Example with scalar mapped to built-in type
In this case scalar is mapped to built-in str
which doesn't require custom serialize
and parse
methods.
[tool.ariadne-codegen.scalars.SCALARA]
type = "str"
Example with type supported by pydantic
In this scenario scalar is represented as datetime
, so it needs to be imported. Pydantic handles serialization and deserialization so custom parse
and serialize
is not necessary.
[tool.ariadne-codegen.scalars.DATETIME]
type = "datetime.datetime"
Example with fully custom type
In this example scalar is represented as class TypeB
. Pydantic can`t handle serialization and deserialization so custom parse
and serialize
is necessary. To provide type
, parse
and serialize
implementation we can use files_to_include
to copy type_b.py
file.
[tool.ariadne-codegen]
...
files_to_include = [".../type_b.py"]
[tool.ariadne-codegen.scalars.SCALARB]
type = ".type_b.TypeB"
parse = ".type_b.parse_b"
serialize = ".type_b.serialize_b"
Extending generated types
Extending models with custom mixins
mixin
directive allows to extend class generated for query/mutation field with custom logic.
mixin
takes two required arguments:
from
- name of a module to import fromimport
- name of a parent class
Generated class will use import
as extra base class, and import will be added to the file.
from {from} import {import}
...
class OperationNameField(BaseModel, {import}):
...
This directive can be used along with files_to_include
option to extend functionality of generated classes.
mixin
and files_to_include
:
Example of usage of Query with mixin
directive:
query listUsers {
users @mixin(from: ".mixins", import: "UsersMixin") {
id
}
}
Part of pyproject.toml
with files_to_include
(mixins.py
contains UsersMixin
implementation)
files_to_include = [".../mixins.py"]
Part of generated list_users.py
file:
...
from .mixins import UsersMixin
...
class ListUsersUsers(BaseModel, UsersMixin):
...
Multiple clients
To generate multiple different clients you can store config for each in different file, then provide path to config file by --config
option, eg.
ariadne-codegen --config clientA.toml
ariadne-codegen --config clientB.toml
Generated code dependencies
Generated code requires:
- pydantic
- httpx
- websockets (only for default async base client)
Both httpx
and websockets
dependencies can be avoided by providing another base client class with base_client_file_path
and base_client_name
options.
Example
Example with simple schema and few queries and mutations is available here.

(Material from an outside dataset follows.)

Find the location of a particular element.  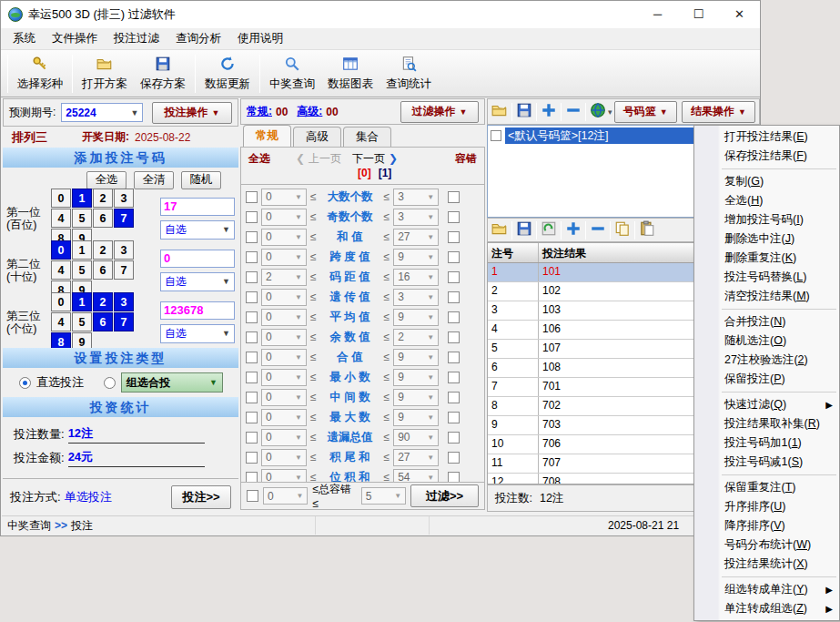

Generating graphql schema's python representation
Instead of generating client, you can generate file with a copy of GraphQL schema as GraphQLSchema
declaration. To do this call ariadne-codegen
with graphqlschema
argument:
ariadne-codegen graphqlschema
graphqlschema
mode reads configuration from the same place as client
but uses only schema_path
, remote_schema_url
, remote_schema_headers
, remote_schema_verify_ssl
and plugins
options with addition to some extra options specific to it:
target_file_path
(defaults to"schema.py"
) - destination path for generated fileschema_variable_name
(defaults to"schema"
) - name for schema variable, must be valid python identifiertype_map_variable_name
(defaults to"type_map"
) - name for type map variable, must be valid python identifier
Generated file contains:
- Necessary imports
- Type map declaration
{type_map_variable_name}: TypeMap = {...}
- Schema declaration
{schema_variable_name}: GraphQLSchema = GraphQLSchema(...)
Contributing
We welcome all contributions to Ariadne! If you've found a bug or issue, feel free to use GitHub issues. If you have any questions or feedback, don't hesitate to catch us on GitHub discussions.
For guidance and instructions, please see CONTRIBUTING.md.